Tactic #3: Find People You Know (Or Want To Know)
Once you’re in place, start searching the site for people you know and establish connections with them. You may not know anyone – that’s fine – but if you can at least establish a few connections, you’re off on the right foot.
You might want to search whole companies, like your own, just to get a list of people, so you can quickly identify people that you may want to link up with. Don’t be afraid to connect with people above you in rank – or even below you – but focus on connecting to those that might actually have value in that connection. Don’t just connect for the sake of connecting or else you’ll suffer from needless overload.
Tactic #4: Invite Your Friends To Join
So, you signed up at LinkedIn (or whatever site you’ve chosen to use), filled in your profile, and located a few people you know. Now what?
These tools work better if you know lots of people using the tools, so email a bunch of your work contacts. Send them the URL of your LinkedIn page, along with perhaps the URLs of some other people most of them might be interested in, and encourage them to sign up. If people already know that they have at least a few connections in the bag, they’re much more likely to sign up for such a service.
Tactic #5: Keep People Reminded Through Other Means
Once you’re established there, make an effort to remind people through other mediums about your profile page, so they can follow you, too. I’d encourage you to stick a link to your profile in the signature of your emails as well as into the profile of any other online services you might use (like Facebook, for example).
What this does is it gives people many opportunities to visit your page and keep you in their mind – and that’s a pure benefit for you.
Tactic #6: Keep An Eye Out
Once you’ve established a profile and a lot of connections, it’s worth setting your basic page on the site as a bookmark so you can keep up with what’s happening with the people you’re connected to. I tend to look at what’s happening with my connections on various sites every other day or so, just to keep tabs with them.
For the most part, I don’t do anything with the updates – I just try to keep track of them. I usually send congratulations in response to big news and occasional follow-up questions, but I usually try to avoid too much follow-up (see #8 for why).
Tactic #7: Update Regularly
I also make an effort to update my own profile whenever there’s something significant to note. Whenever something happens that’s significant enough for me to wish to contact people professionally, I make sure to update any relevant social networking pages with a global update (so that everyone can see it and anyone who follows me or is connected is alerted to it).
Of course, there’s a fine line here – too much stuff can overburden the people connected to you. To mitigate that, I keep the update count down to the serious stuff – things that I would actually bother to contact others about, such as major project changes, changing jobs, the birth of a child, or another major event.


## Assignment
Where in the records does the word "this" appear? Copy each line that holds it.

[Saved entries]
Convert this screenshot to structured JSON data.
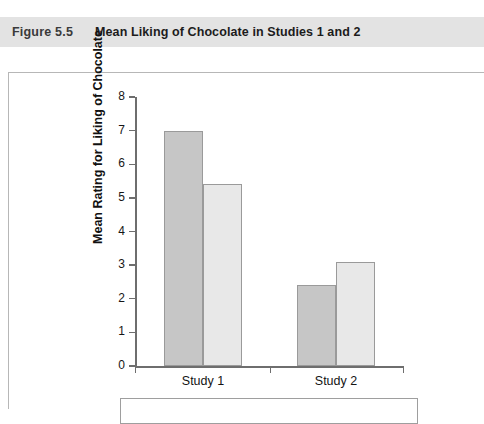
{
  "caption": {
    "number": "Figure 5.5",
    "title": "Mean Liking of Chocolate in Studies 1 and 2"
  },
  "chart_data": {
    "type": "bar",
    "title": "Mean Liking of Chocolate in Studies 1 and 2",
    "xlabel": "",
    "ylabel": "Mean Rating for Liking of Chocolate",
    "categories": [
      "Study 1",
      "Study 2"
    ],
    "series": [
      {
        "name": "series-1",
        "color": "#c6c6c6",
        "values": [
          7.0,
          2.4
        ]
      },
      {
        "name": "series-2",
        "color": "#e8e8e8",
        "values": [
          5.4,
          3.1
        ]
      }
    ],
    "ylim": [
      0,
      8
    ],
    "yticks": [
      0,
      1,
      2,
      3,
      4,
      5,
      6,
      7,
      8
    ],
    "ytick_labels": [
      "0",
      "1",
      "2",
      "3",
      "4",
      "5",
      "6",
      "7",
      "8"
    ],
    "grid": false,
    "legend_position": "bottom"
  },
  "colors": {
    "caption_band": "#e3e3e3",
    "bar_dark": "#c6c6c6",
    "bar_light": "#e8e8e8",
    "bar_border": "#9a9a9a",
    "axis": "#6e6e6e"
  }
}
* * *
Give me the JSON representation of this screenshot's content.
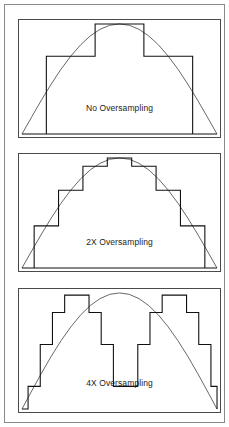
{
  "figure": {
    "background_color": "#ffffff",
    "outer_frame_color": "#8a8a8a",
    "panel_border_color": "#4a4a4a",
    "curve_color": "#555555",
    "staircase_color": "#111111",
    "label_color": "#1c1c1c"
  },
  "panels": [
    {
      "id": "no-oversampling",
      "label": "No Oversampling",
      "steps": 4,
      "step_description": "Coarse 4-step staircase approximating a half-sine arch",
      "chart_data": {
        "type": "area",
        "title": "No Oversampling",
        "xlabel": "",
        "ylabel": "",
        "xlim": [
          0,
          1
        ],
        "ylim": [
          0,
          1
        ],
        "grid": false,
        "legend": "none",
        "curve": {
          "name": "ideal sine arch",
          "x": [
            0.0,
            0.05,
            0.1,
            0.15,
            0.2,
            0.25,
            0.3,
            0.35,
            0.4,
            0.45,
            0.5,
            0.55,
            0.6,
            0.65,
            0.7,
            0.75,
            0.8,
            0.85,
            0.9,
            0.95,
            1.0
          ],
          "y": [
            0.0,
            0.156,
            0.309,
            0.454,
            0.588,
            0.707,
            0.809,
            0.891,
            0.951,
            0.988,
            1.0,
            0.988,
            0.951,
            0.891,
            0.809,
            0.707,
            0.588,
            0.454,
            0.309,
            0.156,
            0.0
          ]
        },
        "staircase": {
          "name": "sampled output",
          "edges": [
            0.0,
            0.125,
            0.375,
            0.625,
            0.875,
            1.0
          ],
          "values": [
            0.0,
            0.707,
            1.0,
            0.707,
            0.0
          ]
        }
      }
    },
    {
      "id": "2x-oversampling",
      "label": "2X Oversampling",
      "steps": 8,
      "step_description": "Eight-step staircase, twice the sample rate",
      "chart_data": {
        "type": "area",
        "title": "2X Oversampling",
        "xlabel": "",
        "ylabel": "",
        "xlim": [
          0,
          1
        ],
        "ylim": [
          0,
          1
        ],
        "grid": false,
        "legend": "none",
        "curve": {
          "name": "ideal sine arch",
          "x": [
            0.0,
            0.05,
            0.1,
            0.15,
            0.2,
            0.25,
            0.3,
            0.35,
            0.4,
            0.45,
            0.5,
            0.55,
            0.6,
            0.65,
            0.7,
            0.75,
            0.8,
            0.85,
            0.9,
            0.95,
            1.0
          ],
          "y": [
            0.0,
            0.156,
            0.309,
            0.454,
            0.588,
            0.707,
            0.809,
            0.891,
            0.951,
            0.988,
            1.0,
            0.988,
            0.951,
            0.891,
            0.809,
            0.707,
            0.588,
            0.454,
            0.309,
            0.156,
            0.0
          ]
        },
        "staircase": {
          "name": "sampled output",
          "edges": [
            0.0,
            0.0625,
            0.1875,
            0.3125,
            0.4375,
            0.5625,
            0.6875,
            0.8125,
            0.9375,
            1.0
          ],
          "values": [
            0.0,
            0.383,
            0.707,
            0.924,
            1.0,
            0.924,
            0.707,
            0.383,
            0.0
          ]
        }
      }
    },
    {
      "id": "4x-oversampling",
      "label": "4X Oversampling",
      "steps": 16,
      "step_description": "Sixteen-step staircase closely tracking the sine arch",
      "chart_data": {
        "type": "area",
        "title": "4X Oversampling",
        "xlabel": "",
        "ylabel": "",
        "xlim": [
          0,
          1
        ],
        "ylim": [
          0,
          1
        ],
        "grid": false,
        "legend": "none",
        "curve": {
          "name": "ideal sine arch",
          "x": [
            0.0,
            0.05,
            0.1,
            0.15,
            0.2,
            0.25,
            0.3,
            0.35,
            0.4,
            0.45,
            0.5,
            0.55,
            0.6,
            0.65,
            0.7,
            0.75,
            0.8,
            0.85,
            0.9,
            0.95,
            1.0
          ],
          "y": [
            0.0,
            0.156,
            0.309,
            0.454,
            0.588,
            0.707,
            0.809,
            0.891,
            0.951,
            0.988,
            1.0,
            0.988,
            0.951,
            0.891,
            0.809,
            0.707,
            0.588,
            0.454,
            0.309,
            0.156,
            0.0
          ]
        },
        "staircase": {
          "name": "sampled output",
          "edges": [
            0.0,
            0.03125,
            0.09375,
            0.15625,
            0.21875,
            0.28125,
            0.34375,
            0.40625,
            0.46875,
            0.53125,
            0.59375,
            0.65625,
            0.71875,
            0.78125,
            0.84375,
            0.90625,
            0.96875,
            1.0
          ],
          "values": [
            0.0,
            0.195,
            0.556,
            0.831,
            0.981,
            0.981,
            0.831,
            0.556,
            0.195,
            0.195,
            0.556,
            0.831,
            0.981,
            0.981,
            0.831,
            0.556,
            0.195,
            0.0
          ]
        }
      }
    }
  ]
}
* * *
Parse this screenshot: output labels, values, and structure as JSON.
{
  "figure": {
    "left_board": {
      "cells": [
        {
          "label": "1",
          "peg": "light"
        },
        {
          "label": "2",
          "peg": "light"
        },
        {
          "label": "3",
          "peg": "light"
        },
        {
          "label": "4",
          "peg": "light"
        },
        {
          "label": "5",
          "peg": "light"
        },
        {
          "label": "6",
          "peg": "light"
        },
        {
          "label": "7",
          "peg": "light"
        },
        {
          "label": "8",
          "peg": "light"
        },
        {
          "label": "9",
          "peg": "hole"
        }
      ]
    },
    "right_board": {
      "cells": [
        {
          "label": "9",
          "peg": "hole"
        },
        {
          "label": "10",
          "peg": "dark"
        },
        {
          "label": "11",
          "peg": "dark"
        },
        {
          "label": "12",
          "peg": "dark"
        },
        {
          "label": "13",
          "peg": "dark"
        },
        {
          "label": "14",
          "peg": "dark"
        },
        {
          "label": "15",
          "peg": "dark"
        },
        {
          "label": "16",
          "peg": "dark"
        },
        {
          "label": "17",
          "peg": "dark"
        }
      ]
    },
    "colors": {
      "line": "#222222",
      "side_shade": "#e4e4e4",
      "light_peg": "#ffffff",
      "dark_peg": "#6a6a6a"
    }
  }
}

## Written reply
Convert this screenshot to structured JSON data.
Give me the JSON representation of this screenshot's content.
Parse this screenshot: output labels, values, and structure as JSON.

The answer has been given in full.